For most of human history we have assumed our decisions to be the result of a conscious and rational process, and that we are in control of our most of our decisions and actions most of the time. Now a whole raft of research and books has called this into question and it suggests that our instinctive and intuitive selves in fact ‘run the show.’ The evidential basis for this seems incontrovertible and there have been very few dissenting voices calling the findings or conclusions into question. Many now accept there are only two main ways in which people think. What does this mean for rational thought? Is intuition quite as unreliable a tool for decision making as researchers suggest? Are we then to reduce the number of Ways of Knowing from eight to two?

The most recent and influential book on these issues is “Thinking, Fast and Slow” by Daniel Kahneman and published to to rave reviews in 2011. The book is the culmination of decades of research by Kahneman and his late co-researcher Amos Tversky; the former received the Nobel Prize for Economics as a result of it.

In it he argues that our decision making is entirely rooted in two systems (called System 1 and System 2), and that most of our decisions/actions come from intuitive but mostly faulty and irrational biases built into System 1. Our rational self (System 2) is left mostly uninvolved and only intervenes in the decision making process when ‘it can be bothered’ and when it feels the stakes are too high not to.

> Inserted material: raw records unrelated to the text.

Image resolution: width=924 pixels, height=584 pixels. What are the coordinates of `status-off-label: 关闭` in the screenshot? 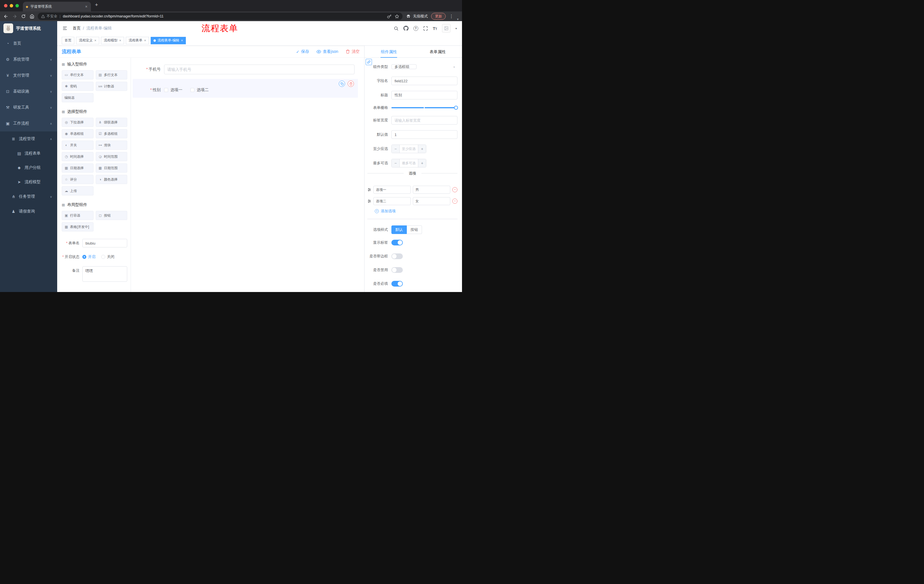 It's located at (111, 257).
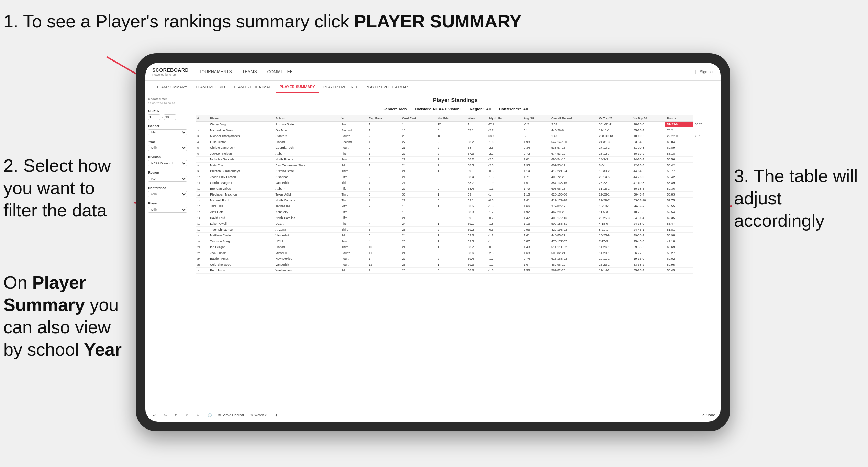 This screenshot has width=868, height=467. I want to click on division-select: NCAA Division I NCAA Division II NCAA Di…, so click(168, 163).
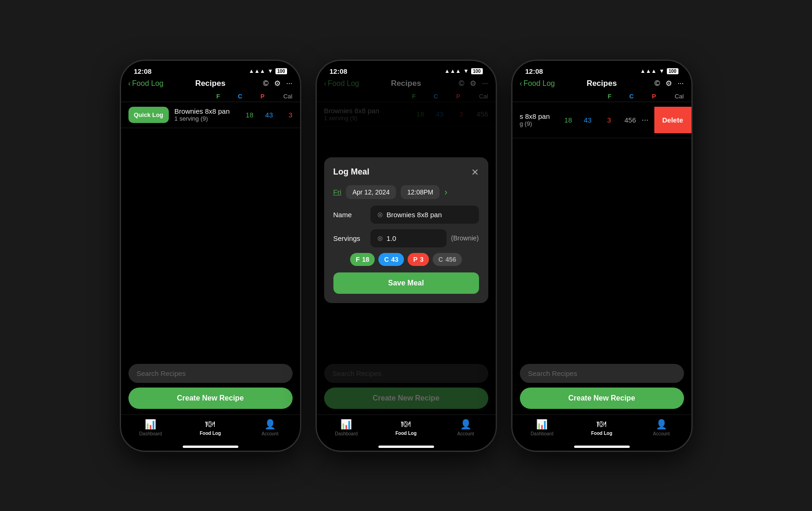 This screenshot has width=812, height=511. I want to click on fat-letter: F, so click(358, 259).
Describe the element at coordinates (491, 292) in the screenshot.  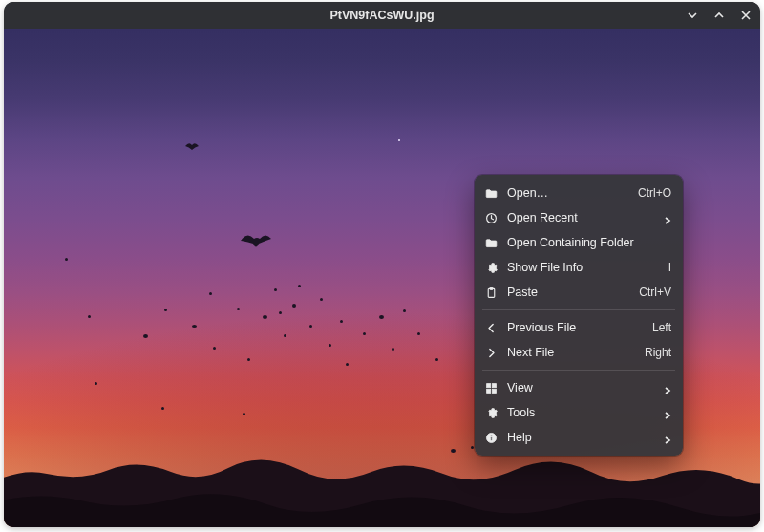
I see `clipboard-icon` at that location.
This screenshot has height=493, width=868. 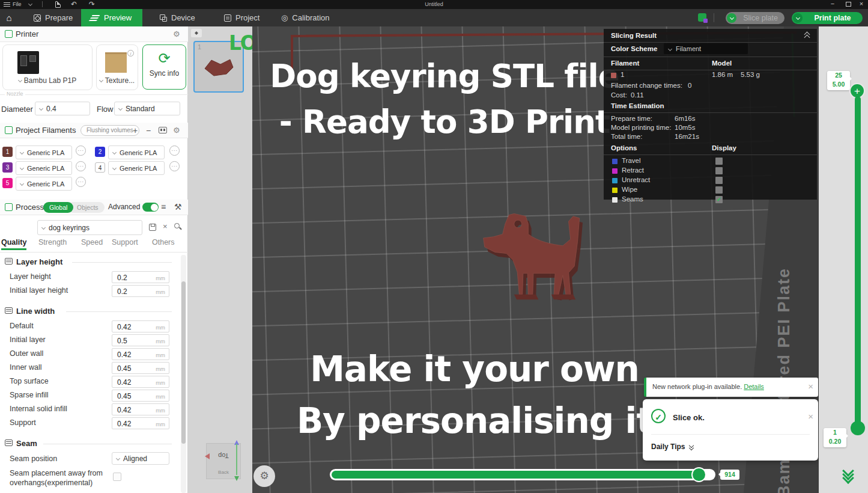 What do you see at coordinates (125, 242) in the screenshot?
I see `tab-support: Support` at bounding box center [125, 242].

System 1 is fast, instinctive, is biased to believe and confirm, it infers and invents causes and intentions, it exaggerates emotional consistency (It is Intuition).

System 2 is slow, deliberate, rational, logical, relies on facts and knowledge (It is Reason).

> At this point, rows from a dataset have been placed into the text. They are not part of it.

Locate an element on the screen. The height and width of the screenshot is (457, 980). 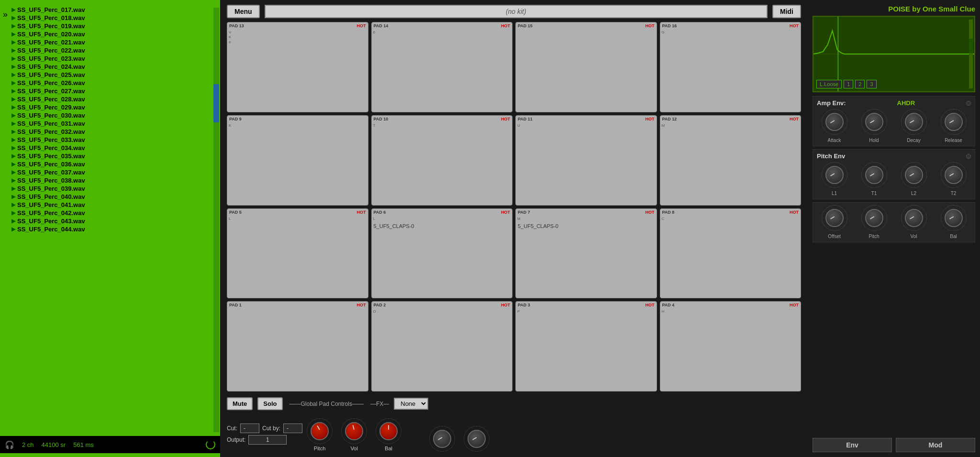
pad-pad-1: PAD 1 HOT is located at coordinates (298, 346).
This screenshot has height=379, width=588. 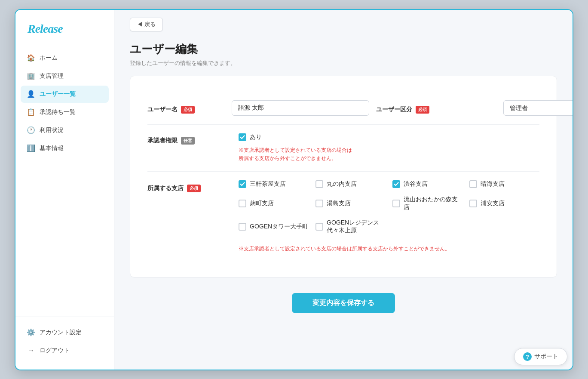 What do you see at coordinates (396, 184) in the screenshot?
I see `branch-checkbox-shibuya` at bounding box center [396, 184].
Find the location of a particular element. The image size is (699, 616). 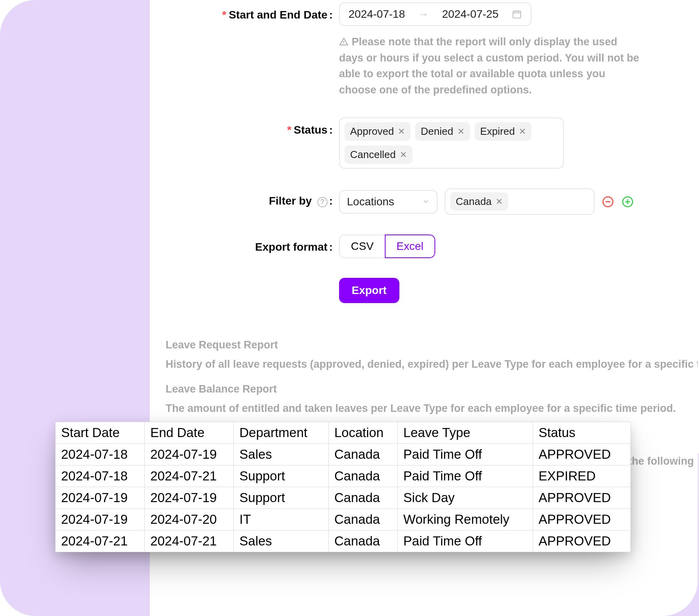

label-filter-text: Filter by is located at coordinates (290, 201).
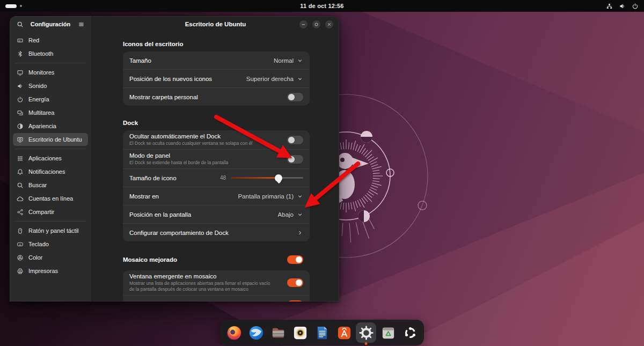 The image size is (644, 346). I want to click on workspace-indicator, so click(14, 6).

By setting up numerous psychological experiments, Kahneman and Tversky (and others), have demonstrated that our intuitions seem to follow specific biases and that people often make the same mistakes again and again. Our intuitions, they tell us, evolved in order to facilitate survival and therefore are not equipped for handling the complexities of modern lifestyles. They are also prone to following built-in biases or habits which lead to what appear on the surface to be logical and coherent answers to many of the challenges of everyday life. The problem, as Kahneman candidly admits, is that even one has identified, categorized and explained the most common of these cognitive biases, we are mostly impotent to change them all all the time.

However, Kahneman does believe that a more consistent application of ‘slow thinking’ can enable people to take some degree of control over their decision making. This supports the philosophy and purpose of what TOK is in part about and tries to achieve in terms of learning. We cannot do away with our instinctive or intuitive biases altogether, and neither should we as they serve us pretty well in daily life, but a disciplined and reflective application of logic as well as of purposeful and careful reasoning may help us to be less at the mercy of a way of thinking more interested in our immediate survival than our future happiness and success.

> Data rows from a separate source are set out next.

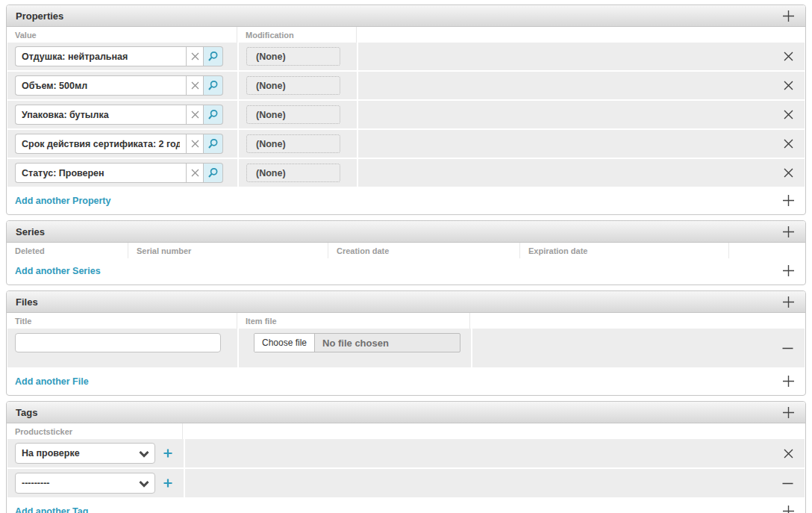 The height and width of the screenshot is (513, 812). Describe the element at coordinates (96, 483) in the screenshot. I see `tag-select-cell: ---------` at that location.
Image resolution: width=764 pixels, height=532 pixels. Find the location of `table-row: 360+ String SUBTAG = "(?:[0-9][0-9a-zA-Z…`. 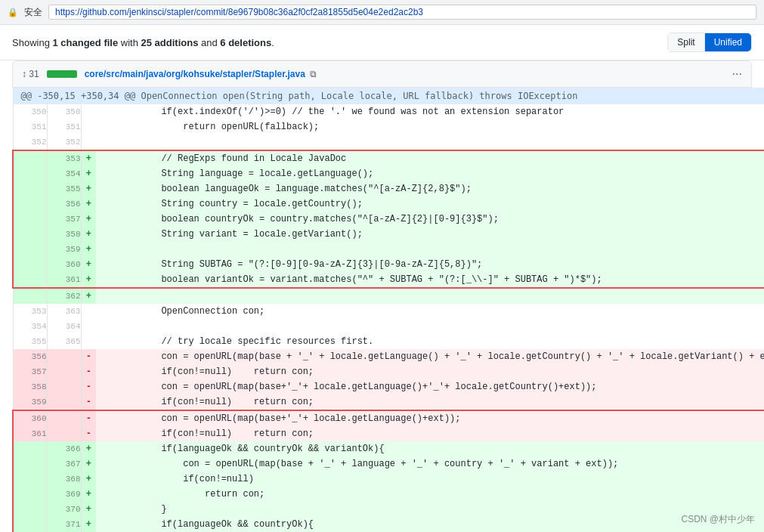

table-row: 360+ String SUBTAG = "(?:[0-9][0-9a-zA-Z… is located at coordinates (388, 264).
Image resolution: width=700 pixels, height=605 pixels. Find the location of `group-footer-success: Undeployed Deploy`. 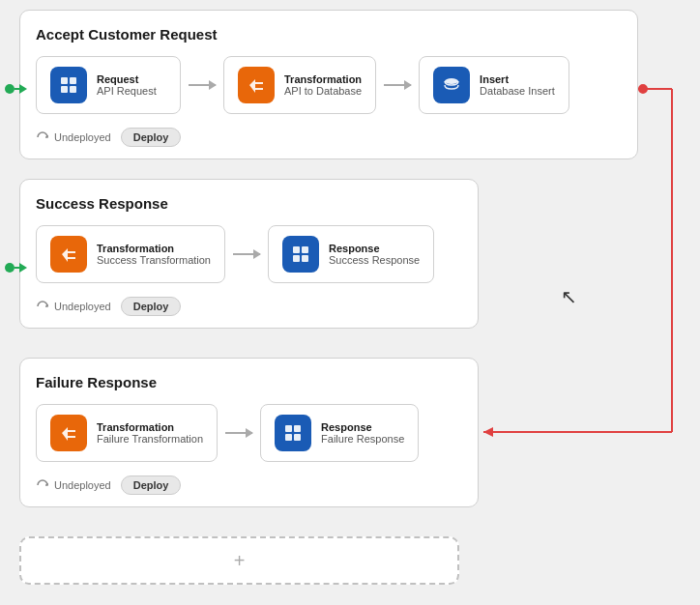

group-footer-success: Undeployed Deploy is located at coordinates (249, 306).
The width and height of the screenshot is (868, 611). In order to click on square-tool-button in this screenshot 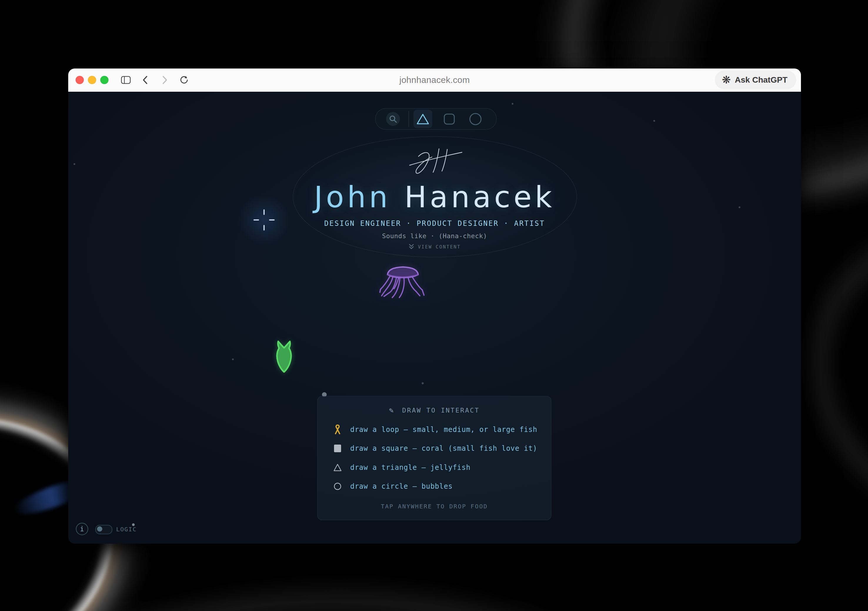, I will do `click(449, 119)`.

Whilst we have Mr Kahneman to thank for pointing out the distinction between Systems 1 and 2, and to provide the scientific and evidential material to support his central thesis, some might take issue with the assumption that any decision arrived at rationally is de facto better than one arrived at intuitively. One might also suggest that TOK offers a more subtle, comprehensive and therefore more rounded picture of human thinking than the purely two-tiered one of “Thinking, Fast and Slow” and therefore that the exploration of Ways of Knowing other than Reason and Intuition is still very much a worthwhile pursuit.